One of the things to look for from these development projects and programmes is how effectively the talented individuals bring their learning back to the organisation. It’s relatively easy to see whether the experience has led to new ideas, new effectiveness and a new appetite for their own development.  The results they achieve will either improve or not.  More difficult to assess – but far from impossible – is whether these individuals come back and can share their experience with others – the cascade effect.

Increasingly, this cascade of experience, the sharing of learning, will be important.  Important for the individual themselves in helping them embed their experience, analyse it and reinforce the desired behaviours. For the individual, it is a crucial learning process.  Constructivist learning theories identify this process of making a representation of what you have learned as an essential part of truly learning something.

In a networked world, it will be more and more common for this representation of these experiences – the lessons learned and the relevance of novel undertakings to the day job – will be performed digitally.  The use of wikis, blogs and other web 2.0 tools to share and amplify this learning will not only spread the benefit, but create an auditable output to support further assessment of those who demonstrate their ability to apply a breadth of experience to the challenges of the future.

Of course, the use of these tools is not yet embedded into, or taken seriously by, many organisations.  It is still an immature technology for all but a few.  Those who have yet to make use of the possibilities of web 2.0 technologies often cite the lack of time to be able to contribute or utilise the potential treasure trove of knowledge which an organisation’s intranet could provide.

I am a sports fan.  When watching television sport and listening to ex-players now converted into pundits, they describe peak sporting performers as ‘having so much time.’  Whether receiving the ball in midfield, returning serve or moving their feet to a demon fast bowler, these individuals seem to have more time to react than their less successful counterparts.  Is there a lesson here for talent managers?  Perhaps peak performers who have the learning skills we require for a different future and who add value not just by learning but by sharing their insight and knowledge also ‘seem to have more time’?

Why might that be?

First and perhaps most importantly, they do things quickly and correctly.  Right first time is actually one of the best ways of generating more time to do other things.  Also, these individuals prioritise the act of sharing knowledge and continually learning.  They make time for these activities.  In some respects, this is a selfish act.  As the old Russian proverb has it, to teach is to learn twice, so sharing your knowledge is never purely selfless.  But they also recognise that work is a team sport – the chain is only as strong as its weakest link, etc.  Developing others, having a hymn sheet that everyone can sing from and honing ideas in the cauldron of informed debate builds a better team and delivers better performance.

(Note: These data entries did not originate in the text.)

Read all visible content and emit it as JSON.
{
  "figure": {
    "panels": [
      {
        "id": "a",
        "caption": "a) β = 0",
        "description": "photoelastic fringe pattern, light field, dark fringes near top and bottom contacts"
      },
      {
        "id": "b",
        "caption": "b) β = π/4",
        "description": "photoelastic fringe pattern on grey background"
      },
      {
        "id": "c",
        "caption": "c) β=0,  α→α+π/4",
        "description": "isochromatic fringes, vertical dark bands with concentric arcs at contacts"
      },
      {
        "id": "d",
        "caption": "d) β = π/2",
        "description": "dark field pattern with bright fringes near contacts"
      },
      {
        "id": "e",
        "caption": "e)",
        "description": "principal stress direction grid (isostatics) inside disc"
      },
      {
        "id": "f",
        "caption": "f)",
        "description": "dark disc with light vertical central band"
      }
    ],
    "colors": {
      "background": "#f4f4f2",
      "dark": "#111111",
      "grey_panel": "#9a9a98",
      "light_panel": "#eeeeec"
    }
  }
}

Add to this the concept of capturing this shared knowledge through web 2.0 tools – wikis, blogs, published online conversations.   The individual talent that is being nurtured is also developing those that will work with them as they grow into the leaders that the next generation will demand.

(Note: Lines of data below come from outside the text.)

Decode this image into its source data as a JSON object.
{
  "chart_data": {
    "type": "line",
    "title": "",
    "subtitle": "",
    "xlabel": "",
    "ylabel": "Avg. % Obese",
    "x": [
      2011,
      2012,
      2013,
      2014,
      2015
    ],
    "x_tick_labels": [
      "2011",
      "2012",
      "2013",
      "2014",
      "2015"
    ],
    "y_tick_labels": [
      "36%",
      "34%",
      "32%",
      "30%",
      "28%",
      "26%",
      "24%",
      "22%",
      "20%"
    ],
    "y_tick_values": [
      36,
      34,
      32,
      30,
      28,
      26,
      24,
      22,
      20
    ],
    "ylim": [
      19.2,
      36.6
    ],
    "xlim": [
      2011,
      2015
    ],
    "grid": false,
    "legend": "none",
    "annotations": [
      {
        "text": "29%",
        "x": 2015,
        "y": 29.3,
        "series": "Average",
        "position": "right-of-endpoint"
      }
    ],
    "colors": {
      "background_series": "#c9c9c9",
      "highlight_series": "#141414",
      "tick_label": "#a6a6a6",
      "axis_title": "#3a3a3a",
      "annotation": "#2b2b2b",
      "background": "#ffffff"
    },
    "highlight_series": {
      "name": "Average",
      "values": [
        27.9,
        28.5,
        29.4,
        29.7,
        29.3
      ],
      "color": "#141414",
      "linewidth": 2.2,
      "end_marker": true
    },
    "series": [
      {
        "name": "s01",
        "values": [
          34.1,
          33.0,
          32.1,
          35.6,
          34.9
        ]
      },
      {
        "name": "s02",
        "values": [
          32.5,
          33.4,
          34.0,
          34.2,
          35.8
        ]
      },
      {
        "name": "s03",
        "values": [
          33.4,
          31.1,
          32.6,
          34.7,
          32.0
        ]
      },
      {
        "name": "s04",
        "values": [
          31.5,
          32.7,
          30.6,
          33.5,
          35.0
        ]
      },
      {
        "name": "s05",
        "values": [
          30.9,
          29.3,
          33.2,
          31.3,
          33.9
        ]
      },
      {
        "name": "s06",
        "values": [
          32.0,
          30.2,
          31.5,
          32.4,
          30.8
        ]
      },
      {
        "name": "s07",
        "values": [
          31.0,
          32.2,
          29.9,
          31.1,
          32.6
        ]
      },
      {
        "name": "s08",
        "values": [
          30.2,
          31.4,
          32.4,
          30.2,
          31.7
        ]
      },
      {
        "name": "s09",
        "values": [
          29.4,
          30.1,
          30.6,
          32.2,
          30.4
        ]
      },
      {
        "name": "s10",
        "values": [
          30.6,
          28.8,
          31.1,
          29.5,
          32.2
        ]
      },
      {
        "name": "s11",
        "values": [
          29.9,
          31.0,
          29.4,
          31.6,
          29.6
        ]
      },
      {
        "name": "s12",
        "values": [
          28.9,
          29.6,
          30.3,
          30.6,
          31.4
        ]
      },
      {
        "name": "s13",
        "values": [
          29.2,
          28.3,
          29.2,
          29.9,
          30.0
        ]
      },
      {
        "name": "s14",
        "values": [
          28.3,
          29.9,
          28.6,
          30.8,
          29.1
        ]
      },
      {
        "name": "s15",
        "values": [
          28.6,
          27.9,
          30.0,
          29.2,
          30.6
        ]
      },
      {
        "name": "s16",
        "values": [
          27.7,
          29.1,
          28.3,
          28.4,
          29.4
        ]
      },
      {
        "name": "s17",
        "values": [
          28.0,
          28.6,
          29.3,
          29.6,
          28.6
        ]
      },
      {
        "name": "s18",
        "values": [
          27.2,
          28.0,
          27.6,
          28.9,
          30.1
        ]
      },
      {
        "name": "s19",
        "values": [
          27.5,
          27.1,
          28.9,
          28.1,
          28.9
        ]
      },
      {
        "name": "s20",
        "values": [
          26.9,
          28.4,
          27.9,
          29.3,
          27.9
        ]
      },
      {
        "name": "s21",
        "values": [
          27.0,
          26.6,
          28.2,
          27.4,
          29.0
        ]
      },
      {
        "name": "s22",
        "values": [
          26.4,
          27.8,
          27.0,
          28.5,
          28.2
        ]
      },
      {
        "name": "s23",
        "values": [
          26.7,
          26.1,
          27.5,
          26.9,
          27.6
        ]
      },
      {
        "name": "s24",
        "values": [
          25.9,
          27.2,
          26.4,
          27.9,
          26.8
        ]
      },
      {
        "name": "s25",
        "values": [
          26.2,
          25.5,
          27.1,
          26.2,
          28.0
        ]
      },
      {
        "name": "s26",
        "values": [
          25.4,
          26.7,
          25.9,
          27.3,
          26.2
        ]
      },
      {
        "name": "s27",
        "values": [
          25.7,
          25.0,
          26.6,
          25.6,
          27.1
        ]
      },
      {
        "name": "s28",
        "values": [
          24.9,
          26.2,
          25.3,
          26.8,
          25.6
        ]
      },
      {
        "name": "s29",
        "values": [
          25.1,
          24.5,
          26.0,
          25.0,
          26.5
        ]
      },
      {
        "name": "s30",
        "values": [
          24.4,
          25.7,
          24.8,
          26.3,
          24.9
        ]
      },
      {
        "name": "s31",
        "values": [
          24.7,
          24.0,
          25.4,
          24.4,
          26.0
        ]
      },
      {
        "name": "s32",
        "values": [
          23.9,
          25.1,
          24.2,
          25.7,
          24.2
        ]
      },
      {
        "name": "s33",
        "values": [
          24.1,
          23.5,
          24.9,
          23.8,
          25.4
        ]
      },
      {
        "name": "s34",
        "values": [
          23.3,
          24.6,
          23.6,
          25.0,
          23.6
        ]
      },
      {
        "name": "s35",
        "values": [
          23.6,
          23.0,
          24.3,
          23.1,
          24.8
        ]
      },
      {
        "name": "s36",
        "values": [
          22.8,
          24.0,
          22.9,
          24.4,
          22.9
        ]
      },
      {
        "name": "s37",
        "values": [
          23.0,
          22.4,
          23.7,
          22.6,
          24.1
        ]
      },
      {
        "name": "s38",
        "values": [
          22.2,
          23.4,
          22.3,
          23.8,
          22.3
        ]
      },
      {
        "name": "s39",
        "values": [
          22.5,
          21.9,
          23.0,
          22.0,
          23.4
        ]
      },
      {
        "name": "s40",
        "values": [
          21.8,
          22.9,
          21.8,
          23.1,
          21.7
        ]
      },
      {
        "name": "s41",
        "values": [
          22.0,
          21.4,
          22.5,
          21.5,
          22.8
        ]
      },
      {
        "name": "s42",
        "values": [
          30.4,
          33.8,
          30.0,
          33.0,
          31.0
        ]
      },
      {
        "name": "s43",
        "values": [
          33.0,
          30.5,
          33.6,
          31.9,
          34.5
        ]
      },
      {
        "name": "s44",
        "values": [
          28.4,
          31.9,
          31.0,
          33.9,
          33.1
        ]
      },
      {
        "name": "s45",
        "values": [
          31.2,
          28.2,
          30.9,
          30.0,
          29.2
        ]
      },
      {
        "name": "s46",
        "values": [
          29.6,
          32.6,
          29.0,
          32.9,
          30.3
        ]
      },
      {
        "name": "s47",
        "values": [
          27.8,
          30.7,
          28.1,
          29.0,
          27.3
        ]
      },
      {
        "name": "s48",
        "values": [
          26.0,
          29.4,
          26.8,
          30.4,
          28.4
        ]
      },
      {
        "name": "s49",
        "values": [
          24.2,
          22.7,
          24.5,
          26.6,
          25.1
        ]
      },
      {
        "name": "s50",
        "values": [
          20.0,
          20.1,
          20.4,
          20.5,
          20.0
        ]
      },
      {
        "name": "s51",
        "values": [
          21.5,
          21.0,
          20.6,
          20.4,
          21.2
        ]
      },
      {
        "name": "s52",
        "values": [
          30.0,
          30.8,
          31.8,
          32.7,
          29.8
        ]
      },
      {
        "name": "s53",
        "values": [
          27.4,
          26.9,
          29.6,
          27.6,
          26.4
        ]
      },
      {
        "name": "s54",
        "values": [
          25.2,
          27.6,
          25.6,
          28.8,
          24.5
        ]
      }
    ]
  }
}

So as with all things, if you want something done, find a busy person to do it.  For talent managers everywhere, reviewing the input which these high fliers make into your corporate knowledge bank, the way they promote debate and thinking in an uncertain future and the way they embrace available technology to do so, will be useful indicators of potential.  Those leading our organisations into the second half of the 21st Century will have mastered these ways of working and will be ready to adapt to building the skills and knowledge of their organisations to face whatever challenges may be thrown up over the course of their career.

They will also be digital natives and happily adapt their communication and knowledge sharing skills to whatever new technologies appear over the next fifty years. As a start point, organisations wanting to identify and nurture talent ought to be making contributions to these systems – an essential and highly valued behaviour from those they develop.